Check every line of the data below for "will". Copy each one that has it.

*** Data listing Section Begins ***

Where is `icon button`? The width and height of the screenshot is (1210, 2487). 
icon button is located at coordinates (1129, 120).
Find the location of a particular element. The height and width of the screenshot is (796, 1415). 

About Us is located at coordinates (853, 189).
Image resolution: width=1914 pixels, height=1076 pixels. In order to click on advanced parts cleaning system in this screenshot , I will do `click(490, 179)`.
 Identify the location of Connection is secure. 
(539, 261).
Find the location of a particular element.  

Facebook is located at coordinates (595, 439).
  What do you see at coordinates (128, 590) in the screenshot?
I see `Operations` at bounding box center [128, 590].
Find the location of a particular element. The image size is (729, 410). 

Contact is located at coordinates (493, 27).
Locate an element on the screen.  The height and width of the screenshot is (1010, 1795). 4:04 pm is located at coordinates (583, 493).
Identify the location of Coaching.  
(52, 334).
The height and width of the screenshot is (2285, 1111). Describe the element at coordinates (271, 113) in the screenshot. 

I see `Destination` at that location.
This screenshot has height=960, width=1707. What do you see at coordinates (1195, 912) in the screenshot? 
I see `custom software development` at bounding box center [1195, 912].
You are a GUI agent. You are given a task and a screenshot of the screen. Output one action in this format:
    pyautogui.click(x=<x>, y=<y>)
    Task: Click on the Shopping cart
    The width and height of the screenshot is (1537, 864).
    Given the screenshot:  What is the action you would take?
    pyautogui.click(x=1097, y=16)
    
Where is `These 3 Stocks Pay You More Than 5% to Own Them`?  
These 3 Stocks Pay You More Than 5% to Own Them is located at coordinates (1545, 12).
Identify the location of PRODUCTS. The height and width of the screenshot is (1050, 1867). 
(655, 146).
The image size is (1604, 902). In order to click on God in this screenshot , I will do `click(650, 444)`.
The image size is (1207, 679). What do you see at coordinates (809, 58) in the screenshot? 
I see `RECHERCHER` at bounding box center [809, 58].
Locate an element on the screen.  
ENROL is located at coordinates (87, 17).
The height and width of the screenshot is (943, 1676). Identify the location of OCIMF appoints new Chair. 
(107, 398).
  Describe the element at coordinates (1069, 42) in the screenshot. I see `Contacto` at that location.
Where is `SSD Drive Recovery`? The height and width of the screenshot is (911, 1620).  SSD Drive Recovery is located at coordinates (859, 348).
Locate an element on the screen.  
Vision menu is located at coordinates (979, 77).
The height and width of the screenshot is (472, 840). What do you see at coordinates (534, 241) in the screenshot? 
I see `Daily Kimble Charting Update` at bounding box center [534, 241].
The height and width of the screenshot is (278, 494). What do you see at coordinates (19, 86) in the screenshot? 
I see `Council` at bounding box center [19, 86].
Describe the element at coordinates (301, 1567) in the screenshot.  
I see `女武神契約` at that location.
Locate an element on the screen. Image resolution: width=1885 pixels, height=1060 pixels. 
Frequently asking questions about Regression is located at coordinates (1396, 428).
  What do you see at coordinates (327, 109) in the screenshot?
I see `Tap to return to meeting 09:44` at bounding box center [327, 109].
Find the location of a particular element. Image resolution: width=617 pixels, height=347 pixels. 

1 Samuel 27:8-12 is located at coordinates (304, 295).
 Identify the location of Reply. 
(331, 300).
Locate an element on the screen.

*** Data listing Section Ends ***

Written solution
Image resolution: width=1914 pixels, height=1076 pixels. In order to click on advanced parts cleaning system in this screenshot , I will do `click(490, 179)`.
The image size is (1604, 902). In order to click on God in this screenshot , I will do `click(650, 444)`.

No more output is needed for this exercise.